About this task: Starting from the line with "At what (x,y)", please copy exactly every line to the end of the listing, but not the pictures.

Dataset excerpts:

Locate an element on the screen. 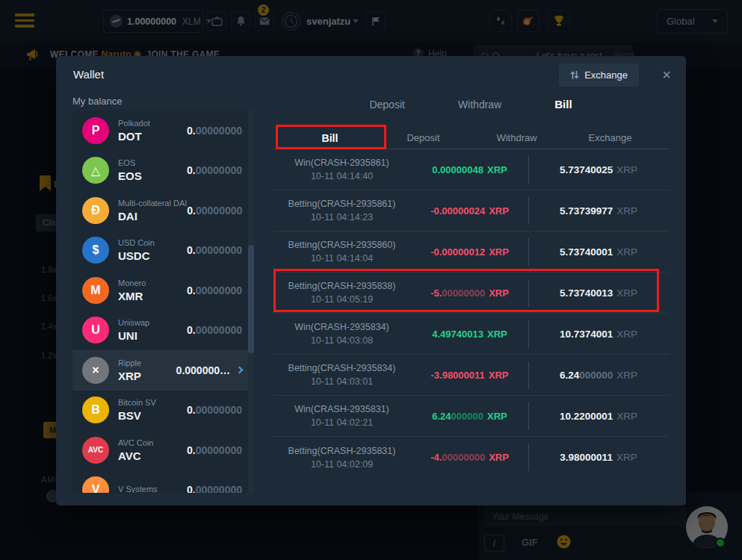 The width and height of the screenshot is (742, 560). bill-filter-bill: Bill is located at coordinates (330, 138).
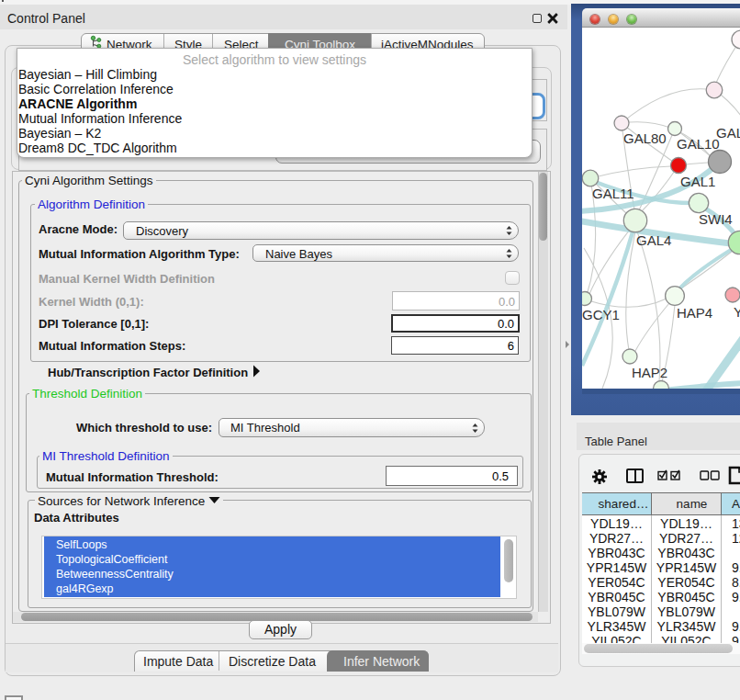 The width and height of the screenshot is (740, 700). I want to click on svg-text: GAL10, so click(698, 143).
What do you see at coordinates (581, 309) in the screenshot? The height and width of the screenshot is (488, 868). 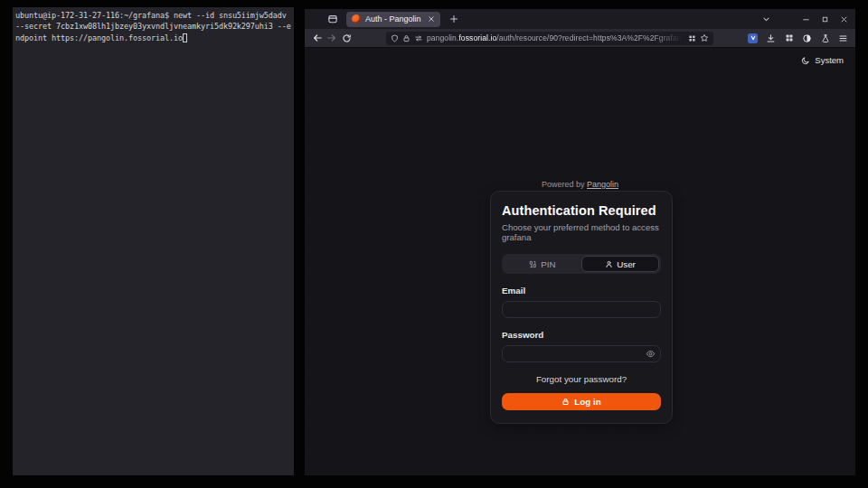 I see `email-field` at bounding box center [581, 309].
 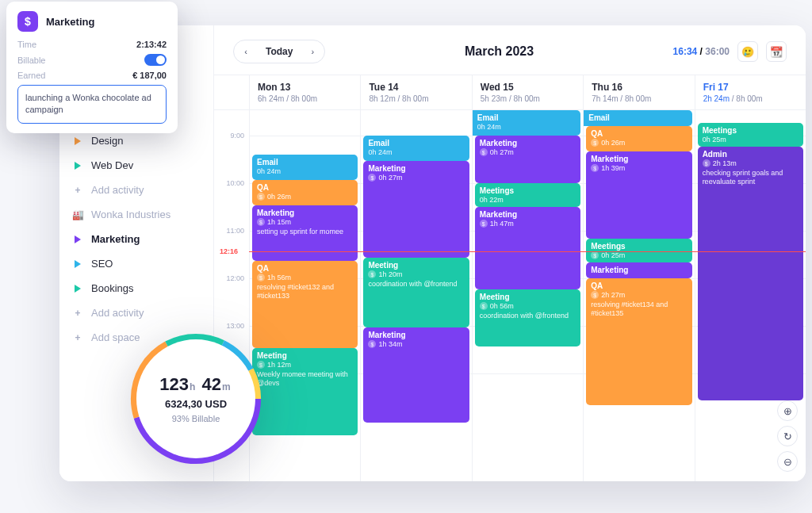 I want to click on calendar-event: Meeting$0h 56mcoordination with @fronten…, so click(x=528, y=318).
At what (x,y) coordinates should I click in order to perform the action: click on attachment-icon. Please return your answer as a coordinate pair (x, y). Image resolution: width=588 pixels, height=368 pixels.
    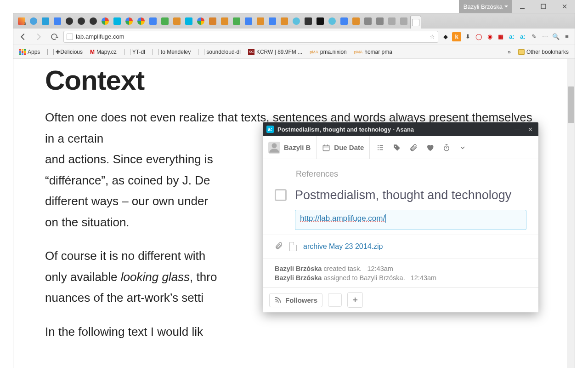
    Looking at the image, I should click on (413, 148).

Task result:
At what (x,y) coordinates should I click in order to perform the action: click on attachment-icon. Please return your answer as a coordinate pair (x, y). Image resolution: width=588 pixels, height=368 pixels.
    Looking at the image, I should click on (413, 148).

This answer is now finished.